How to diagnose the need for room treatment?


I have my stereo setup in the family living room (30x14x8 ft). I have done some work around speaker placement, and treating 1st reflection points, but don't know if I need to do more. I often read room treatment being crucial. So while my system sounds good to me (I'm new at this), it might be able to sound a lot better.

How can I come up with a diagnose, short of trial and error of every posibility?

Thanks!
lewinskih01

Showing 6 responses by kr4

Al wrote: "Particularly once you get above bass frequencies, tuning the room for flat frequency response using a test cd, microphone, etc., is not necessarily going to get you the best sound, and in fact probably won't. The microphone is not going to discriminate very well, if at all, between early arrival sound (the direct path from the speakers to the listening position) and later arriving sound (reflected off of walls, ceiling, etc). But your ears will!"

I think your comments apply better to the bass frequencies, not above bass frequencies. In the bass, the arrival/decay times are more easily measured and corrected whereas at higher frequencies room mode interactions approach randomness. Thus, at those higher frequencies, only FR adjustments are feasible.

Kal
Bob wrote: "I take exception to those statements. The REW (Room EQ Wizard available at the Home Theater Shack) is sophisticated and does time domains. It is for FREE FREE FREE FREE FREE"

Yes, yes, yes...................but REW is a measurement tool, only. It cannot implement a correction even if it defines it. One needs an additional tool to use the results.

Kal
If you are trying to assess room acoustics based on system throughput, aiming the mic forward, or at any speaker, biases the results to the performance of that speaker. Pointing it upwards makes for the least biased results. Also, averaging more than one mic position helps.

Kal
Good point about the Haas effect. One should also note that there is a lower limit to time interval needed for distinguishing direct from reflected/delayed signals. If the arrival interval is on the order of 5msec +/-, the signals are not distinguished and the perceived source location is intermediate between the original source and the phantom source related to the reflection.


→ **WHAT YOU ARE ASKED TO DO**:
Find the word "Daily" below. Copy each line that has it.

========

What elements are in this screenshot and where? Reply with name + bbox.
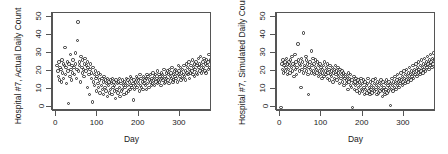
y-axis-tick-label: 40 (36, 29, 44, 38)
data-point (73, 73, 76, 76)
data-point (196, 73, 199, 76)
x-axis-line-right (276, 110, 435, 111)
data-point (389, 104, 392, 107)
y-axis-tick-label: 50 (36, 11, 44, 20)
data-point (208, 66, 211, 69)
data-point (207, 53, 210, 56)
data-point (79, 80, 82, 83)
plot-area-simulated (276, 12, 435, 110)
y-axis-tick-label: 10 (260, 84, 268, 93)
y-axis-tick (46, 52, 51, 53)
x-axis-tick-label: 200 (355, 118, 368, 127)
scatter-plot-figure: Hospital #7, Actual Daily Count Day 0102… (0, 0, 448, 154)
y-axis-title-simulated: Hospital #7, Simulated Daily Count (237, 7, 247, 125)
y-axis-tick-label: 30 (36, 47, 44, 56)
x-axis-title-actual: Day (52, 134, 211, 144)
y-axis-tick (270, 88, 275, 89)
x-axis-tick (320, 111, 321, 116)
data-point (433, 58, 435, 61)
data-point (102, 93, 105, 96)
y-axis-tick-label: 40 (260, 29, 268, 38)
data-point (279, 106, 282, 109)
y-axis-tick (270, 16, 275, 17)
x-axis-tick (55, 111, 56, 116)
data-point (331, 80, 334, 83)
y-axis-tick (270, 106, 275, 107)
y-axis-title-actual: Hospital #7, Actual Daily Count (13, 7, 23, 125)
plot-area-actual (52, 12, 211, 110)
x-axis-tick (179, 111, 180, 116)
data-point (431, 62, 434, 65)
data-point (74, 62, 77, 65)
data-point (76, 20, 79, 23)
data-point (70, 78, 73, 81)
data-point (76, 39, 79, 42)
data-point (346, 88, 349, 91)
data-point (184, 78, 187, 81)
data-point (77, 69, 80, 72)
data-point (69, 53, 72, 56)
data-point (64, 73, 67, 76)
y-axis-tick (270, 70, 275, 71)
panel-simulated-daily-count: Hospital #7, Simulated Daily Count Day 0… (224, 0, 448, 154)
data-point (106, 95, 109, 98)
data-point (430, 66, 433, 69)
y-axis-tick (270, 34, 275, 35)
data-point (88, 93, 91, 96)
data-point (310, 49, 313, 52)
data-point (299, 64, 302, 67)
x-axis-title-simulated: Day (276, 134, 435, 144)
data-point (159, 84, 162, 87)
y-axis-tick-label: 50 (260, 11, 268, 20)
data-point (60, 80, 63, 83)
data-point (91, 100, 94, 103)
data-point (209, 58, 211, 61)
y-axis-tick-label: 10 (36, 84, 44, 93)
data-point (188, 77, 191, 80)
x-axis-tick-label: 0 (277, 118, 281, 127)
data-point (397, 86, 400, 89)
x-axis-tick (96, 111, 97, 116)
data-point (295, 73, 298, 76)
data-point (110, 93, 113, 96)
data-point (65, 82, 68, 85)
data-point (67, 102, 70, 105)
x-axis-tick (403, 111, 404, 116)
y-axis-tick-label: 0 (38, 104, 46, 108)
panel-actual-daily-count: Hospital #7, Actual Daily Count Day 0102… (0, 0, 224, 154)
x-axis-tick-label: 100 (90, 118, 103, 127)
data-point (307, 93, 310, 96)
x-axis-tick (362, 111, 363, 116)
data-point (302, 31, 305, 34)
y-axis-tick (270, 52, 275, 53)
x-axis-tick (279, 111, 280, 116)
data-point (75, 77, 78, 80)
x-axis-tick-label: 200 (131, 118, 144, 127)
data-point (204, 71, 207, 74)
x-axis-tick-label: 300 (396, 118, 409, 127)
y-axis-tick-label: 20 (260, 66, 268, 75)
data-point (141, 88, 144, 91)
data-point (299, 86, 302, 89)
data-point (351, 106, 354, 109)
data-point (432, 51, 435, 54)
y-axis-tick (46, 88, 51, 89)
y-axis-tick (46, 16, 51, 17)
y-axis-tick (46, 34, 51, 35)
x-axis-tick-label: 0 (53, 118, 57, 127)
data-point (132, 98, 135, 101)
y-axis-tick (46, 106, 51, 107)
data-point (74, 51, 77, 54)
y-axis-tick (46, 70, 51, 71)
x-axis-line-left (52, 110, 211, 111)
data-point (293, 53, 296, 56)
x-axis-tick (138, 111, 139, 116)
data-point (82, 75, 85, 78)
x-axis-tick-label: 100 (314, 118, 327, 127)
y-axis-tick-label: 20 (36, 66, 44, 75)
data-point (296, 42, 299, 45)
data-point (86, 86, 89, 89)
y-axis-tick-label: 30 (260, 47, 268, 56)
x-axis-tick-label: 300 (172, 118, 185, 127)
y-axis-tick-label: 0 (262, 104, 270, 108)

========

→ **TASK RESULT**:
scatter-plot-figure: Hospital #7, Actual Daily Count Day 0102… (0, 0, 448, 154)
y-axis-title-simulated: Hospital #7, Simulated Daily Count (237, 7, 247, 125)
y-axis-title-actual: Hospital #7, Actual Daily Count (13, 7, 23, 125)
panel-simulated-daily-count: Hospital #7, Simulated Daily Count Day 0… (224, 0, 448, 154)
panel-actual-daily-count: Hospital #7, Actual Daily Count Day 0102… (0, 0, 224, 154)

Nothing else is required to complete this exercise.